Dictyophora multicolor

Dictyophora multicolor

It’s amazing how many of the secrets of the rainforest display themselves in our rare, exotic, tropical fruit orchard. Dainty orchids like Oberonia titania and Cadetia taylori hang from the branches surrounded by an exceptional array of lichens. Insects are in abundance. Birds and butterflies are in full view where you can admire their beauty while you mow the grass.

Yesterday while doing a stint of mowing, I was rewarded with a beautiful bridal veil fungus. Not the usual white mantle that we see regularly in the forest. This one had an orange veil and a brown cap. It’s puff-ball beginnings were still there. I immediately did a U-turn and headed back to the house and photographer Neil. This was worthy of a place on our blog and more research.

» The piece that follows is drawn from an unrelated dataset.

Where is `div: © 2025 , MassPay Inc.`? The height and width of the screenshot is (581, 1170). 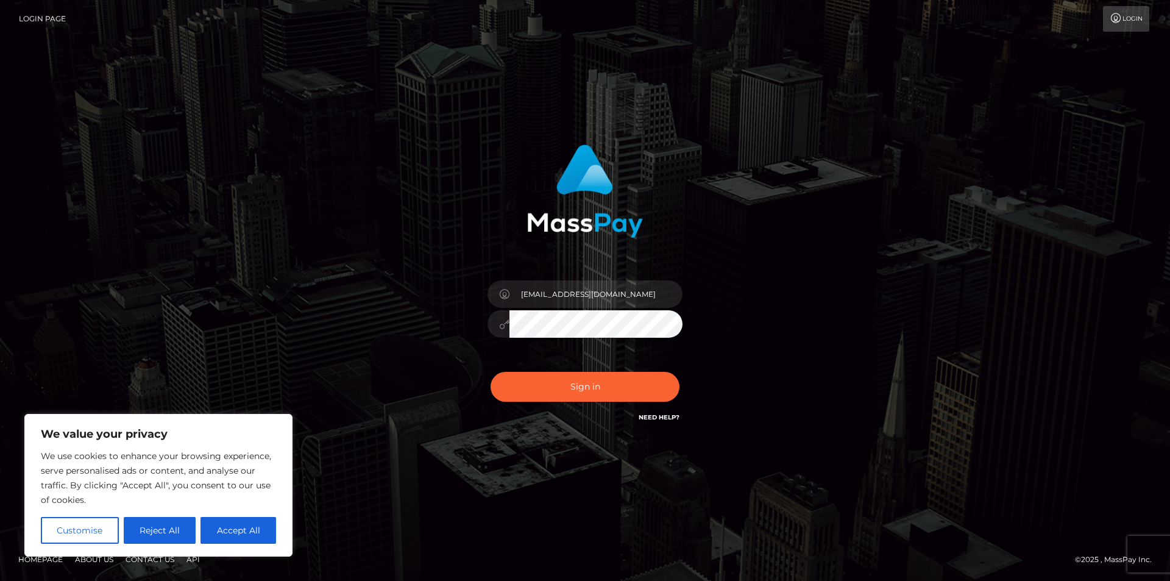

The common name stinkhorn is most appropriate. The fruiting body begins as an “egg” stage, the puff-ball, from which the phallic-shaped fruiting body emerges over the course of a few hours. As it becomes erect the black slimy mass of spores on the cap begins to mature and smells like rotting meat. It is this offensive smell that attracts flies. Spores adhere to the legs and mouth parts of the flies. Eventually the flies land on some real rotting material, such as road kill, and the spores are transferred to a medium they can grow on. The fly may visit more than one stinkhorn, and this helps to cross-fertilize among members of the species. The stinkhorns seem to be absolutely dependent on the flies for the dissemination of their spores.

The stinkhorns are all members of the order Phallales. All member of this order produce a stinking mass of spores at some point. Dictyophora and Phallus species have a pileus differentiated at the top of the stalk. Dictyophora species all have a veil-like structure hanging down, while Phallus species lack the veil.

In China the phallic-like portion of the fungus is consumed as an aphrodisiac.